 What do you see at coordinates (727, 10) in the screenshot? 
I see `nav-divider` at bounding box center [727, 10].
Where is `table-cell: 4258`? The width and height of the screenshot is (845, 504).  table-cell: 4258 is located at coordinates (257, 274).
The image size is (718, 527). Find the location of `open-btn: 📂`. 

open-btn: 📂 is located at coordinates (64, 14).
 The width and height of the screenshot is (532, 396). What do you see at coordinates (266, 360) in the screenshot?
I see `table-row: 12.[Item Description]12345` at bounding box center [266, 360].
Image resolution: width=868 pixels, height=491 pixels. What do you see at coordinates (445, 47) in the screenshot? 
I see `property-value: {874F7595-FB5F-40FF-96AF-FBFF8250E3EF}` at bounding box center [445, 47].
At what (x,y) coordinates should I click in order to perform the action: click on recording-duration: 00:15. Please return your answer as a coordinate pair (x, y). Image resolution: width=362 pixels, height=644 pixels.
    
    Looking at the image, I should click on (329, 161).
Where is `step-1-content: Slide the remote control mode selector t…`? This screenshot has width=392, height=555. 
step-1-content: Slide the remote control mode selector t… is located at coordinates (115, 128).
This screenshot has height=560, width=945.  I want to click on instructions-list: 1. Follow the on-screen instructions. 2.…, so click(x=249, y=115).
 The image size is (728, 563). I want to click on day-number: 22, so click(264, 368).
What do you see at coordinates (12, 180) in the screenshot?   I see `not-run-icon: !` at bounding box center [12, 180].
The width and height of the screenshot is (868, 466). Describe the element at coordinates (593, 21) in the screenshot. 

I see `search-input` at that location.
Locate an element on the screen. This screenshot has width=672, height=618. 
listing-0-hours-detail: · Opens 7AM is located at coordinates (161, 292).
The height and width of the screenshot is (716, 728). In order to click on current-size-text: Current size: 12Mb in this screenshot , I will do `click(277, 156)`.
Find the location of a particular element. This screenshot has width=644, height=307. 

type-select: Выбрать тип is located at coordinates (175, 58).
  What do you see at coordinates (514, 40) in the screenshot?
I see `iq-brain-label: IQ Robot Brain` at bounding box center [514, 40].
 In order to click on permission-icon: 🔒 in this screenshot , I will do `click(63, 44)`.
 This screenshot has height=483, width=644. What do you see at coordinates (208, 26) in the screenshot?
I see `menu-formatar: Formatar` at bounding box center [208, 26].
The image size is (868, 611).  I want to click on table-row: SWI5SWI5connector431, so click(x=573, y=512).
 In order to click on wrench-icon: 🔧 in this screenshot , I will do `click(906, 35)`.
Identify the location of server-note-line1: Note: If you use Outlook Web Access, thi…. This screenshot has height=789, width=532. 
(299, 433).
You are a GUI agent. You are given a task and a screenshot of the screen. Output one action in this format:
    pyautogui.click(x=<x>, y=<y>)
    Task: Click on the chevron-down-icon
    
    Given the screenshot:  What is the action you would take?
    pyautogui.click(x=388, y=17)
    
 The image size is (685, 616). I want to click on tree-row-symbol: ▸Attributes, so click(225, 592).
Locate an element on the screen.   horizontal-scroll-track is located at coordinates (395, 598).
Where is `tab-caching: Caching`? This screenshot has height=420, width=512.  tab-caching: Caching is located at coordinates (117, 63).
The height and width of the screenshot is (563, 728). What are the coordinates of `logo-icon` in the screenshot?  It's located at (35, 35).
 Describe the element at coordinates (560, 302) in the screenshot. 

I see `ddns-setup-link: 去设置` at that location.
--
**DIRECTIONS:** Take the listing above and write it out again exactly.

**COMPLETED TASK:**
 What do you see at coordinates (727, 10) in the screenshot? 
I see `nav-divider` at bounding box center [727, 10].
Where is `table-cell: 4258`? The width and height of the screenshot is (845, 504).  table-cell: 4258 is located at coordinates (257, 274).
The image size is (718, 527). Find the location of `open-btn: 📂`. 

open-btn: 📂 is located at coordinates (64, 14).
 The width and height of the screenshot is (532, 396). What do you see at coordinates (266, 360) in the screenshot?
I see `table-row: 12.[Item Description]12345` at bounding box center [266, 360].
Image resolution: width=868 pixels, height=491 pixels. What do you see at coordinates (445, 47) in the screenshot? 
I see `property-value: {874F7595-FB5F-40FF-96AF-FBFF8250E3EF}` at bounding box center [445, 47].
At what (x,y) coordinates should I click in order to perform the action: click on recording-duration: 00:15. Please return your answer as a coordinate pair (x, y). Image resolution: width=362 pixels, height=644 pixels.
    
    Looking at the image, I should click on (329, 161).
Where is `step-1-content: Slide the remote control mode selector t…`? This screenshot has width=392, height=555. 
step-1-content: Slide the remote control mode selector t… is located at coordinates (115, 128).
This screenshot has height=560, width=945.  I want to click on instructions-list: 1. Follow the on-screen instructions. 2.…, so click(x=249, y=115).
 The image size is (728, 563). I want to click on day-number: 22, so click(264, 368).
What do you see at coordinates (12, 180) in the screenshot?   I see `not-run-icon: !` at bounding box center [12, 180].
The width and height of the screenshot is (868, 466). Describe the element at coordinates (593, 21) in the screenshot. 

I see `search-input` at that location.
Locate an element on the screen. This screenshot has width=672, height=618. 
listing-0-hours-detail: · Opens 7AM is located at coordinates (161, 292).
The height and width of the screenshot is (716, 728). In order to click on current-size-text: Current size: 12Mb in this screenshot , I will do `click(277, 156)`.
Find the location of a particular element. This screenshot has width=644, height=307. 

type-select: Выбрать тип is located at coordinates (175, 58).
  What do you see at coordinates (514, 40) in the screenshot?
I see `iq-brain-label: IQ Robot Brain` at bounding box center [514, 40].
 In order to click on permission-icon: 🔒 in this screenshot , I will do `click(63, 44)`.
 This screenshot has height=483, width=644. What do you see at coordinates (208, 26) in the screenshot?
I see `menu-formatar: Formatar` at bounding box center [208, 26].
The image size is (868, 611).  I want to click on table-row: SWI5SWI5connector431, so click(x=573, y=512).
 In order to click on wrench-icon: 🔧 in this screenshot , I will do `click(906, 35)`.
Identify the location of server-note-line1: Note: If you use Outlook Web Access, thi…. This screenshot has height=789, width=532. 
(299, 433).
You are a GUI agent. You are given a task and a screenshot of the screen. Output one action in this format:
    pyautogui.click(x=<x>, y=<y>)
    Task: Click on the chevron-down-icon
    
    Given the screenshot:  What is the action you would take?
    pyautogui.click(x=388, y=17)
    
 The image size is (685, 616). I want to click on tree-row-symbol: ▸Attributes, so click(225, 592).
Locate an element on the screen.   horizontal-scroll-track is located at coordinates (395, 598).
Where is `tab-caching: Caching`? This screenshot has height=420, width=512.  tab-caching: Caching is located at coordinates (117, 63).
The height and width of the screenshot is (563, 728). What are the coordinates of `logo-icon` in the screenshot?  It's located at (35, 35).
 Describe the element at coordinates (560, 302) in the screenshot. 

I see `ddns-setup-link: 去设置` at that location.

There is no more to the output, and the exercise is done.